Professor receives NSF CAREER Award for key research on massive data storage and processing

Mar 1, 2012

By UCLA Samueli Newsroom

Lara Dolecek, a UCLA assistant professor of electrical engineering, has received a Faculty Early Career Development (CAREER) award from the National Science Foundation.

The NSF CAREER award is the organization’s most prestigious award in support of junior faculty who exemplify the role of teacher-scholars through outstanding research, excellent education and the integration of education and research within the context of the mission of their organizations.
The award funds Dolecek’s research on improving the storage and processing of massive amounts of data by fundamentally rethinking the underlying data reliability metrics. This paradigm shift will be made possible through the creation of new channel coding methodologies that embrace, rather than ignore, the physical properties of the emerging data systems. This new class of channel coding schemes could bring dramatic improvements in performance and capabilities of forthcoming storage systems, and could substantially reduce the galloping cost of data storage.

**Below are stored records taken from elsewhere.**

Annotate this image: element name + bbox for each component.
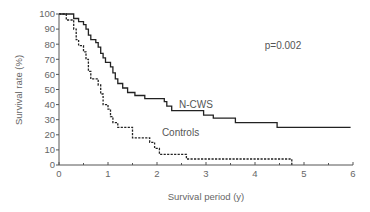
curve-n-cws <box>59 14 351 127</box>
survival-chart: 0102030405060708090100 0123456 Survival … <box>0 0 370 212</box>
plot-curves <box>59 14 351 165</box>
y-tick-label: 80 <box>44 39 55 50</box>
x-tick-label: 1 <box>105 168 110 179</box>
curve-controls <box>59 14 292 165</box>
y-axis-title: Survival rate (%) <box>13 55 24 125</box>
x-axis-title: Survival period (y) <box>168 191 245 202</box>
x-axis: 0123456 <box>56 162 355 179</box>
series-label-controls: Controls <box>162 127 199 138</box>
y-tick-label: 90 <box>44 23 55 34</box>
y-tick-label: 20 <box>44 129 55 140</box>
y-tick-label: 70 <box>44 54 55 65</box>
x-tick-label: 6 <box>350 168 355 179</box>
y-tick-label: 30 <box>44 114 55 125</box>
x-tick-label: 5 <box>301 168 306 179</box>
y-tick-label: 50 <box>44 84 55 95</box>
y-tick-label: 40 <box>44 99 55 110</box>
y-tick-label: 60 <box>44 69 55 80</box>
series-label-ncws: N-CWS <box>179 99 213 110</box>
y-tick-label: 10 <box>44 144 55 155</box>
y-tick-label: 100 <box>39 8 55 19</box>
y-axis: 0102030405060708090100 <box>39 8 59 170</box>
x-tick-label: 0 <box>56 168 61 179</box>
x-tick-label: 2 <box>154 168 159 179</box>
x-tick-label: 4 <box>252 168 257 179</box>
y-tick-label: 0 <box>50 159 55 170</box>
p-value-annotation: p=0.002 <box>265 40 302 51</box>
x-tick-label: 3 <box>203 168 208 179</box>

Dolecek is the director of the Laboratory for Robust Information Systems. Her research interests span information and coding theory, graphical models, combinatorics, statistical algorithms and computational methods with applications to high-performance complex systems for data processing, communication, and storage. Dolecek is a 2011 Hellman Fellow and a principal investigator on several research projects funded by government and leading data storage companies. She is also is a faculty co-founder of the Los Angeles Computing Circle (LACC), a K-12 outreach program designed to engage and mentor younger students for careers in computing and engineering.

Dolecek is the third electrical engineering faculty member and fourth overall at UCLA Engineering to receive an NSF CAREER Award in the 2011-12 academic year. The others are: Benjamin Williams and Danijela Cabric, both assistant  professors of electrical engineering; and Alexander Sherstov, assistant professor of computer science.